The thing the data will not tell you
Here is a line I read recently that I wish I had written. From The Margin Calculator: a business can be busy, growing, and still slowly going broke, if the owner does not know what margin they are actually operating at.
I have seen this so many times. Revenue is up, the phone is ringing, everyone looks busy, and the owner assumes that means they are winning. Then you look at the net margin and it has quietly slipped from 12% to 4%, because costs crept up and prices did not move with them. The business is busier than ever and making less money than it did two years ago.
When I ran Aquaduck, the number I cared about most was not revenue. It was profit per passenger. I knew it down to the dollar, because I knew that growing passenger numbers while net profit per passenger fell was just running faster to stand still. When I got the pricing and the costs right, net profit per passenger more than doubled. Same boats. Same tours. A completely different business underneath, because the margin was right.
Revenue is vanity. Margin is sanity. Know your net margin, by industry, and track it monthly, not once a year when your accountant tells you.
How to actually lift your net margin
If your number is below where it should be for your industry, the good news is that net margin responds fast to small changes, because it is so leveraged. A small move on price or cost shows up multiplied at the bottom line.
The levers, in the order I usually look at them:
Price. The most powerful lever and the one owners are most scared to touch. If your costs have risen and your prices have not, your margin is shrinking silently.
Cost of delivery. What does it genuinely cost you to deliver one unit of what you sell, including the hidden bits. Most owners underestimate this.
The leaks. The discount applied without asking, the supplier contract not renegotiated, the subscription still charging for a tool no one uses.
Mix. Some of what you sell is far more profitable than the rest. Often the busiest line is not the best one.
This is exactly the work a Business Analysis does. It finds the gap between your gross and your net, works out which lever moves your number fastest, and puts the fixes in the right order. You do not guess. You look, then you act.
The short version
A healthy net profit margin for most businesses is 10% to 20%. The all-industry average is about 9.7%, per the NYU Stern Damodaran data, January 2026.
On a $1.5M business: 10% net is $150,000 profit, 15% is $225,000, 20% is $300,000. Below 5% ($75,000) you are fragile.
Net margin is the real bottom line. Do not take comfort from a healthy gross margin while your net is thin.
Your industry sets the bar. 6% net is excellent in groceries and a red flag in professional services. Benchmark against your sector, not the average.
Margin is leveraged. Small moves on price and cost show up multiplied at the bottom line.

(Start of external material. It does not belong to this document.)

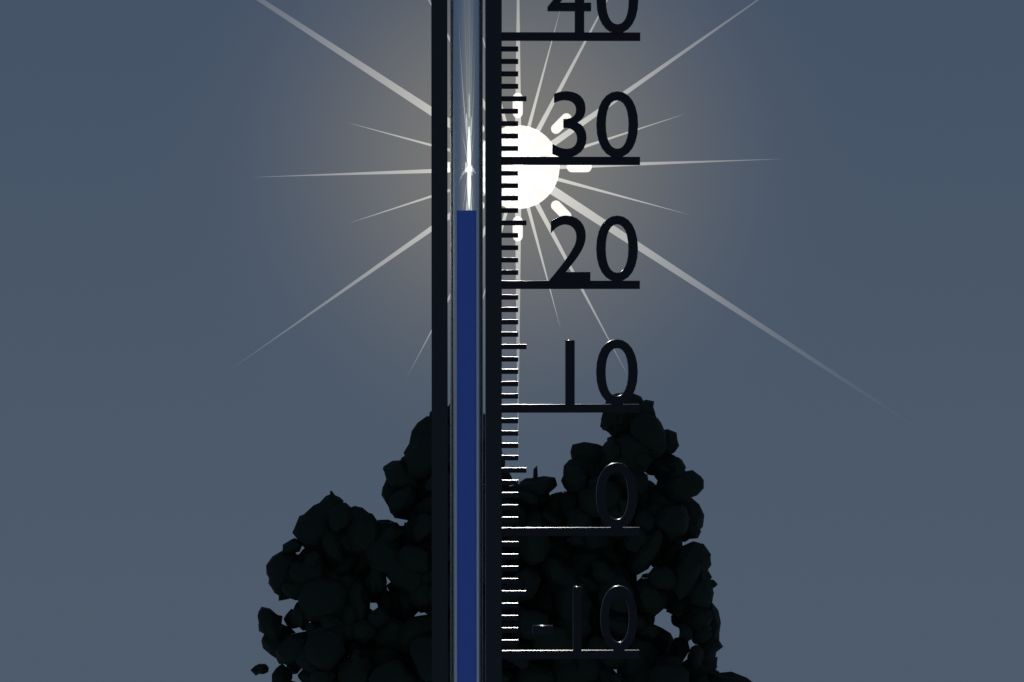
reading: 26 (no unit)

For me, the businesses that quietly fail are not the ones with no revenue. They are the ones where the owner watched the top line and never watched the margin, until it was nearly gone.
If you want to know what your net margin should be for your industry, and how to lift it, the starting point is a Business Analysis. Speak to Sarah today at sarahcolgate.com.au.
For more, read Why Sales Growth Without Margin Is a Red Flag, Why Busy Businesses Still Struggle With Profit, and How to Identify Profit Leaks in Your Business.